Home • Agrocybe pediades AH 40210 v1.0
Photo by José María Barrasa
Photo by José María Barrasa

Agrocybe pediades (Fr.) Fayod is a very common saprobic member of Agaricales decaying grass litter, frequently fruiting in prairies, pastures and meadows from spring to the end of autumn. This is a cosmopolitan and widely distributed species in mediterranean and temperate areas throughout the world.

 

The genome of this fungus belongs to the large-sacale multi-genome of JGI CSP15-1609 project that is focused to analyze the genome of thirty-two representative saprobic Agaricales of three ecophysiological groups (wood/buried wood, leaf litter and grass litter decomposers) for a repertoire of enzymes acting on plant biomass. Sixteen of these genomes will be sequenced for the first time (the rest were already sequenced in other genomic projects). The genome of A. pediades is one of the new proposed for sequencing and is based on a strain isolated from an open grass area of a deciduous forest of central Spain.

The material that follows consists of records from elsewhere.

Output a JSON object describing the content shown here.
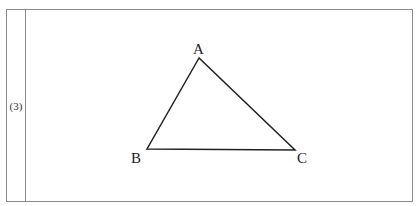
{
  "problem": {
    "number_label": "(3)"
  },
  "diagram": {
    "type": "triangle",
    "stroke_color": "#222222",
    "vertices": [
      {
        "name": "A",
        "x": 199,
        "y": 58,
        "label_x": 193,
        "label_y": 54
      },
      {
        "name": "B",
        "x": 147,
        "y": 149,
        "label_x": 131,
        "label_y": 163
      },
      {
        "name": "C",
        "x": 295,
        "y": 150,
        "label_x": 297,
        "label_y": 163
      }
    ]
  }
}
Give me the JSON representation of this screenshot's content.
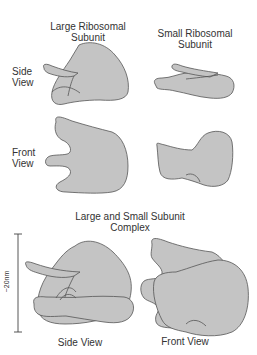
{
  "title_large": [
    "Large Ribosomal",
    "Subunit"
  ],
  "title_small": [
    "Small Ribosomal",
    "Subunit"
  ],
  "row_labels": {
    "side": [
      "Side",
      "View"
    ],
    "front": [
      "Front",
      "View"
    ]
  },
  "complex_title": [
    "Large and Small Subunit",
    "Complex"
  ],
  "scale_bar": {
    "label": "~20nm"
  },
  "complex_views": {
    "side": "Side View",
    "front": "Front View"
  },
  "colors": {
    "shape_fill": "#c4c4c4",
    "shape_stroke": "#555555",
    "text": "#333333",
    "background": "#ffffff"
  }
}
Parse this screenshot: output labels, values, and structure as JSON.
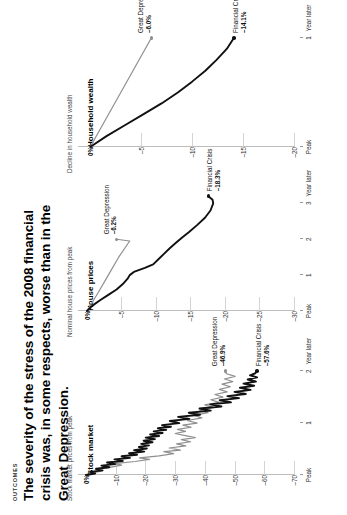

According to molecular analyses (Matheny et al., 2006), A. pediades belongs to the Agaricoid clade. Although the greater part of its lineages are primarily saprobic, some exclusively ectomycorrhizal families (such as Inocybaceae) and the symbiotic with ants member Leucoagaricus gongylophorus (accessible at JGI) were also originated inside this clade. A. pediades belongs to Strophariaceae s. str, a family that comprises a number of saprobic species degrading leaf litter and dead wood in forests and grass in meadow habitats that play an important role in nutrient cycling of soil.

Since the genome of the phylogenetic related white-rot wood species A. aegerita is already sequenced, the genome of A. pediades will be of interest because it will provide comparative information on the ligninolytic machinery among representative wood rotting and grass litter decaying members, improving our knowledge on the diversification of oxidative extracellular enzymes within Strophariaceae. In this way, an atypical extracellular manganese peroxidase (MnP) (Hildén et. al., 2014) was described and characterized in A. praecox, a leaf litter decomposing species frequently found in open herbaceous areas of forests, that could represent a novel group of atypical short MnP enzymes.

Genome Reference(s)

References

Kristiina Hildén, Miia R. Mäkelä, Kari T. Steffen, Martin Hofrichter, Annele Hatakka, David B. Archer, Taina K. Lundell, 2014. Biochemical and molecular characterization of an atypical manganese peroxidase of the litter-decomposing fungus Agrocybe praecox. Gungal Genetics and Biology, 72: 131-136.

Matheny, P.B., Curtis, J.M., Hofstetter, V., Aime, M.C., Moncalvo, J.M., Ge, Z.W., Yang, Z.L., Slot, J.C., Ammirati, J.F., Baroni, T.J., Bougher, N.L., Hughes, K.W., Lodge, D.J., Kerrigan, R.W., Seidl, M.T., Aanen, D.K., DeNitis, M., Daniele, G.M., Desjardin, D.E., Kropp, B.R., Norvell, L.L., Parker, A., Vellinga, E.C., Vilgalys, R., Hibbett, D.S., 2006. Major clades of Agaricales: a multilocus phylogenetic overview. Mycologia 98, 982-995.